← recipe book

Needs test ProtonDB Gold

Unreal Tournament (Game of the Year Edition)

Proton (Windows) First-person arena shooter 1999 (Game of the Year Edition, 2000) other appid 13240 ⚙ GE-Proton
Does it run on your Deck?

About

Unreal Tournament is a 1999 first-person arena shooter built on the original Unreal Engine, developed by Epic Games and Digital Extremes. It pioneered fast deathmatch and objective game modes such as Capture the Flag, Assault, and Domination, and was widely praised as one of the defining multiplayer FPS titles of its era, winning numerous Game of the Year awards.

The Game of the Year Edition is a 2000 re-release that bundles extra maps, mutators, and bonus content. The Steam release was later delisted, leaving the community OldUnreal patch project to keep the game running on modern systems.

Screenshots

Official store screenshots from Steam — deckport links them, never rehosts. Hover to pause; click to preview.

Identity

DeveloperEpic Games, Digital Extremes
PublisherGT Interactive
Released1999 (Game of the Year Edition, 2000)
GenreFirst-person arena shooter
ModesSingle-player (bot matches), local/LAN and online multiplayer
Engineother
TypeProton (Windows)
Steam appid13240

Launch

Binary
System/UnrealTournament.exe
Needs files
none beyond the binary

Proton

Version
GE-Proton
Winetricks
ProtonDB
ProtonDB Gold runs perfectly after tweaks

⚙ Setup notes

Status: Delisted Steam game (appid 13240), ProtonDB gold.

Display: The stock 1999 build runs under Proton but defaults to the old Direct3D/software renderer that looks rough and can stutter on the Deck's AMD GPU.

Fix: The big quality-of-life fix is the community OldUnreal patch (v469+): install it into the game folder, then in-game switch the renderer to OpenGL/XOpenGL (or D3D11) under Preferences > Rendering. That adds raw mouse input, native widescreen, and high-res GUI/font scaling that matches the Deck's 1280x800 panel.

Proton: GE-Proton handles it cleanly; proton_experimental also works. If you skip OldUnreal, force the OpenGL renderer to avoid the D3D9 glitches.

Controller: Controller is not native — bind a Steam Input gamepad/keyboard-mouse layout (community 'gamepad' templates exist for UT99) since the game only understands keyboard+mouse.

Install: deckport only configures the prefix; it never bundles or links the game files.

The one thing to know

Supply your own copy. deckport links nothing.

Status: Delisted Steam game (appid 13240); ProtonDB gold with multiple reports of it running on Linux/Proton, so it should play on the Deck — set to needs-test pending a hands-on Deck confirmation.

Fix: Install the OldUnreal patch (v469+) and switch to the OpenGL/XOpenGL renderer for clean visuals, raw input, native widescreen, and Deck-resolution GUI scaling; foxWSFix99 is an alternative widescreen mod if not using OldUnreal.

Controller: No native controller support — use a Steam Input layout (gamepad or keyboard/mouse) since the game is keyboard+mouse only.

Multiplayer: It's primarily a multiplayer/online shooter: offline bot matches and LAN play work fine, but verify whether community servers still exist before counting on online play.

Community guides

Write-ups and threads from people who got this (or a similar) game running. deckport links to them — it doesn't reproduce them.

Get the artwork

deckport never hosts game images. Open this game on SteamGridDB, pick the cover / hero / logo / icon you like, and drop them into the game folder under .deckport-art/ before you push it to the Deck. The importer files them under the right names automatically.

Run it on your Deck

Two files: the one-time importer (deckport.py) in your Deck's home folder, and this game's install helper. Copy the game into ~/Games and run the helper with Steam closed — it writes the recipe (binary, launch options, Proton version) and registers the shortcut with artwork.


## [Task directions]
What is the number of lines in the data that contain "pixels"? Nothing besides that number, please.

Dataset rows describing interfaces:

::::

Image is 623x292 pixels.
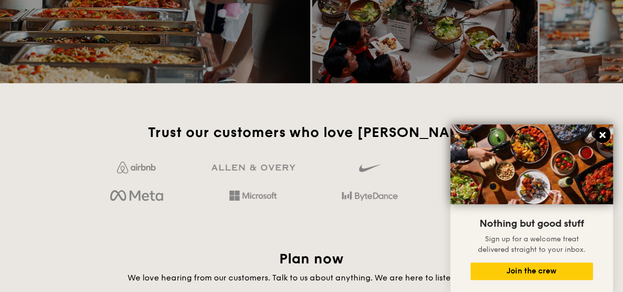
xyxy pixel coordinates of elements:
[128,273,496,283] span: We love hearing from our customers. Talk to us about anything. We are here to listen and help.
[211,165,295,171] img: GRg3jHAAAAABJRU5ErkJggg==
[279,251,344,268] span: Plan now
[478,235,586,254] span: Sign up for a welcome treat delivered straight to your inbox.
[359,160,380,177] img: gdlseuq06himwAAAABJRU5ErkJggg==
[82,124,541,142] h2: Trust our customers who love [PERSON_NAME]
[117,162,156,174] img: Jf4Dw0UUCKFd4aYAAAAASUVORK5CYII=
[471,263,593,280] button: Join the crew
[595,127,611,143] button: Close
[480,218,584,230] span: Nothing but good stuff
[230,191,277,201] img: Hd4TfVa7bNwuIo1gAAAAASUVORK5CYII=
[342,188,398,205] img: bytedance.dc5c0c88.png
[110,188,163,205] img: meta.d311700b.png
[451,125,613,204] img: DSC07876-Edit02-Large.jpeg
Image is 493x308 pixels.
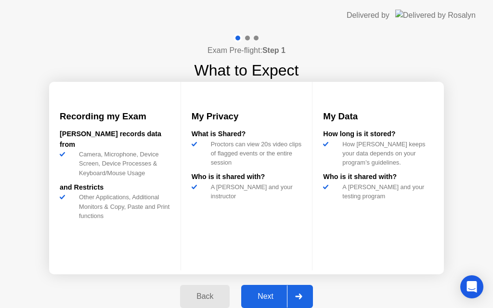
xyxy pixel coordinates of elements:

::::

## [Task response]
2